In the News
Prosecutors in Iraq Case See Pattern By Guards
New York Times - 9/14/2009
Afghan Embassy Scandal's Link to Cost-Cutting Security
TIME - 9/11/2009
C.I.A. Sought Blackwater's Help in Plan to Kill Jihadists
New York Times - 8/20/2009
Overview
There are as many or more than 180,000 private contractors in Iraq today - outnumbering U.S. military forces there - and thousands more in Afghanistan. A significant proportion of the contractors in Iraq - as many as fifty thousand or more - are armed and carrying out military-style security functions, many of them for a welter of U.S. government agencies.
But while the ranks of these private security contractors (PSCs) have grown and with them incidents of serious criminal violations, the U.S. government has failed to establish any effective system for holding PSCs fielded by the U.S. government accountable for their actions. This situation has been most problematic in Iraq. But these issues are not unique to Iraq or Afghanistan, and they will continue after those particular operations are long over.
Extrapolating data from a sample of "serious incidents" self-reported by some PSCs in Iraq over a 9-month period, Human Rights First estimates that there may well be hundreds if not thousands of such incidents in Iraq and Afghanistan in which PSCs have directed gunfire toward civilians. How many of these incidents have involved the unlawful use of force by PSCs, and how many innocent civilians have been killed or wounded as a result, likely will never be known.
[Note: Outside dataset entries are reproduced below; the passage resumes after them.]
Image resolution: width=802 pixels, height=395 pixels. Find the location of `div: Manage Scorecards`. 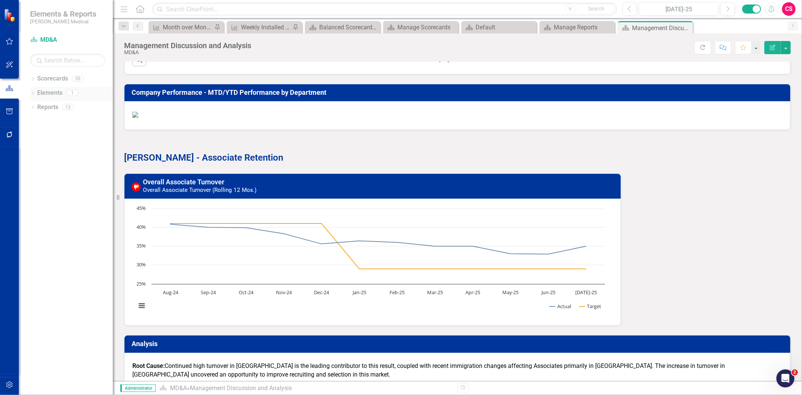

div: Manage Scorecards is located at coordinates (427, 27).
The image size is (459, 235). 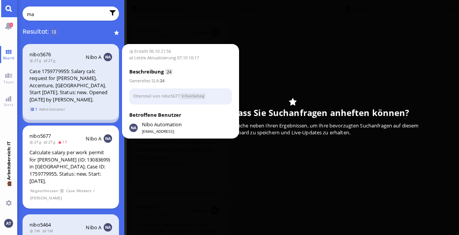 What do you see at coordinates (157, 95) in the screenshot?
I see `a: Elternteil von nibo5677` at bounding box center [157, 95].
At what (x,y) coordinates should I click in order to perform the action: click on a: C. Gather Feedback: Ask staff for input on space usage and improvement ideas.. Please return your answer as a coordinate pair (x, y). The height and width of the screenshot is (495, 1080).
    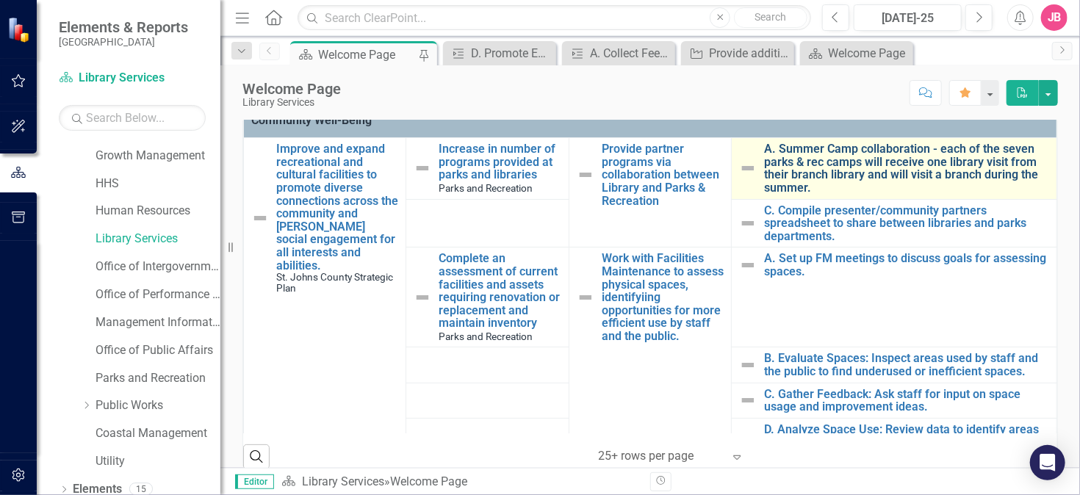
    Looking at the image, I should click on (906, 400).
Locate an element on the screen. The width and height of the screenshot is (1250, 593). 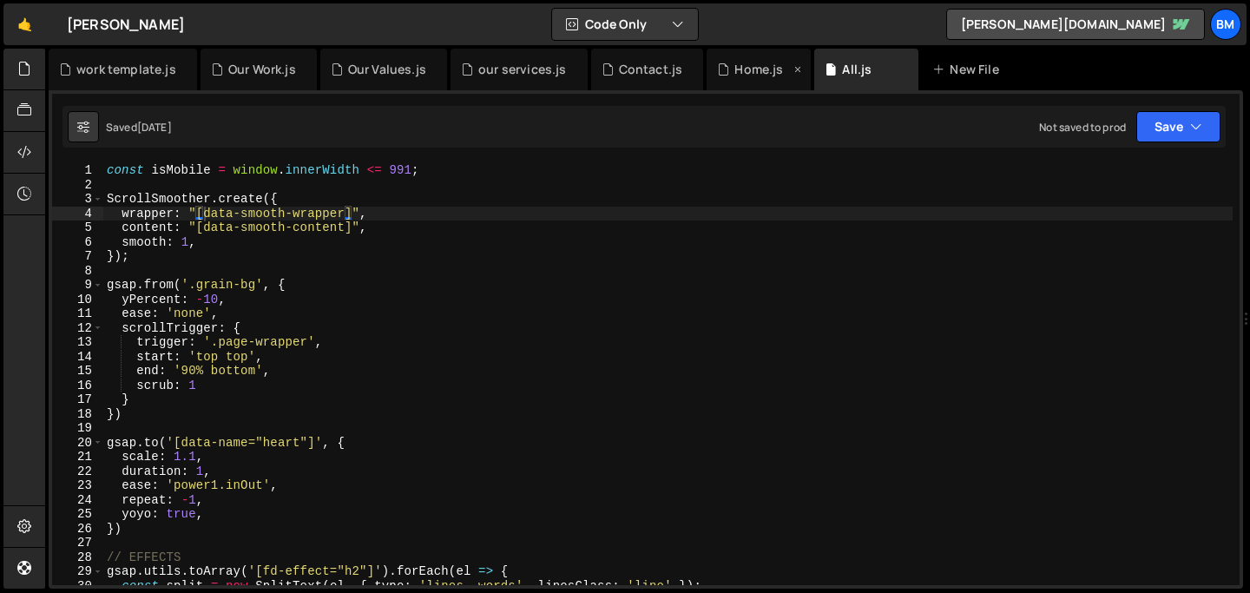
div: 29 is located at coordinates (77, 571).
Many numbers tell a compelling story, but here we will highlight only one: Since Operation Enduring Freedom began in Afghanistan more than six years ago and Operation Iraqi Freedom more than four years ago, hundreds of thousands of private contractors - a contractor population perhaps approaching in size the adult population of Washington, D.C. - have cycled through employment in those two theaters and have been implicated in numerous instances of violence or abuse of local nationals, as long ago as the Abu Ghraib prison scandal and as recently as Blackwater's Nisoor Square shooting this past September. Nevertheless, in all this time only one U.S. contractor has been criminally prosecuted by the U.S. government for violence or abuse toward a local national in either of these theaters: David Passaro, a CIA contractor, charged and convicted in 2006 of criminal assault for beating an Afghan detainee to death.
Thus the risk of criminal prosecution by the U.S. government faced by PSCs and other private contractors for killing or injuring local nationals seems about at the level of their chances of winning the lottery.
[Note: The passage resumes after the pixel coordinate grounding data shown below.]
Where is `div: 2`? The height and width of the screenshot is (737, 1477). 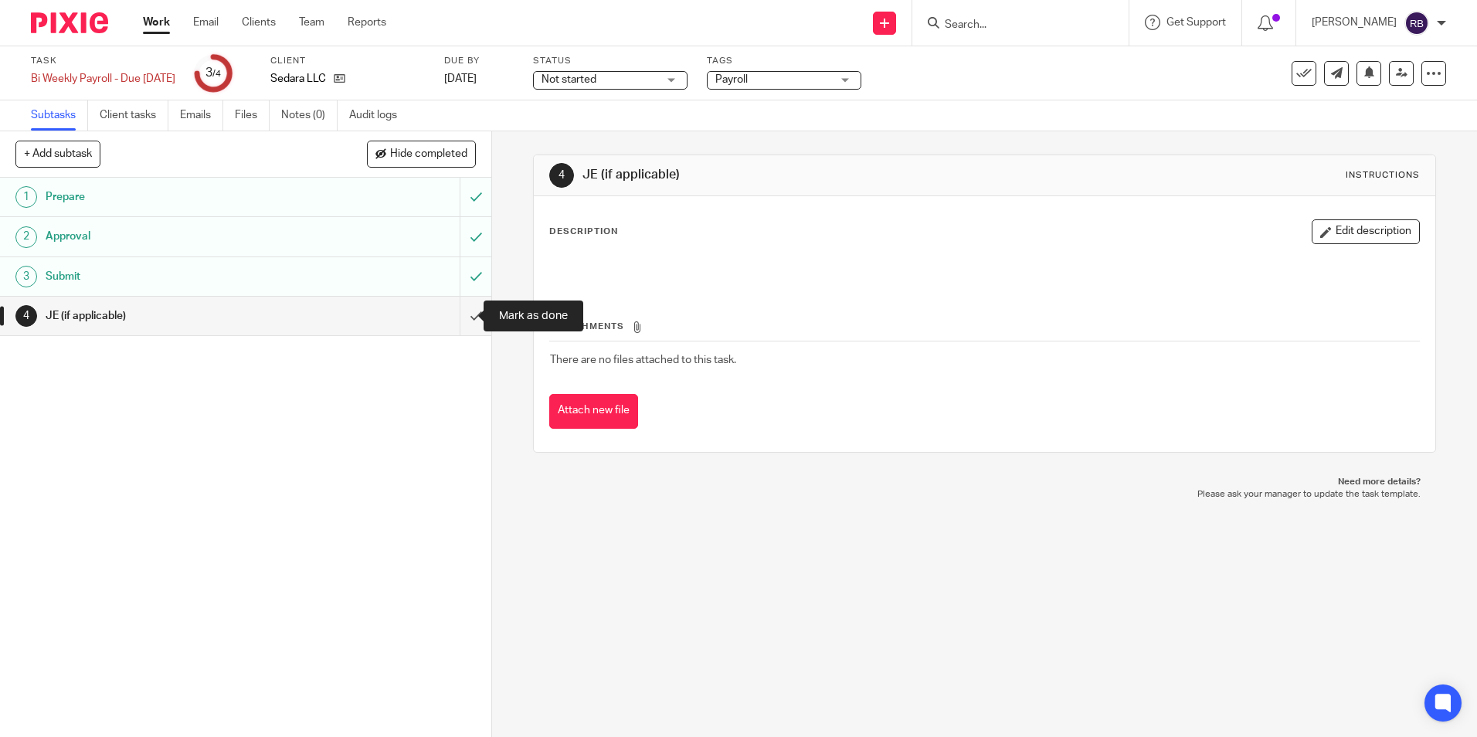 div: 2 is located at coordinates (26, 237).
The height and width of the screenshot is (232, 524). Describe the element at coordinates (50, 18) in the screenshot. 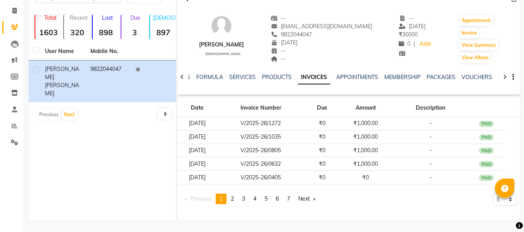

I see `p: Total` at that location.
The U.S. government's response to private contractor violence and abuse toward local nationals seems to follow one of two patterns: To ignore it so long as it does not become a high-profile, embarrassing media issue. Or when incidents occasionally but recurringly do become known and sufficiently embarrassing, to express surprise and shock that such things could happen, as if they had never happened before. The confusion, lack of coordination, and ad hoc nature of U.S. government investigations of the September 16 Blackwater shootings in Nisoor Square follows the second pattern, and highlight the fact that the U.S. Government at this late date still has no established plan or procedure for investigating allegations of serious violent crime involving PSCs and other private contractors fielded abroad by the U.S. government.
As a result - and in vivid contrast to members of the armed forces - private security contractors operate, and feel that they can operate, in a "law-free zone" in which systems of criminal accountability are absent, unused, or dysfunctional. And where there is no accountability there is a culture of impunity.
Human Rights First has been examining the dramatically expanded role of PSCs at war and the U.S. government's abject failure to control their actions or to hold them criminally responsible for their actions. We have examined the pattern of these abuses and the overall indifference on the part of the Executive Branch, and are developing an analysis of the existing legal framework and recommendations on how these criminal abuses by contractors should be handled. Human Rights First is preparing a number of practical recommendations for addressing and correcting this problem.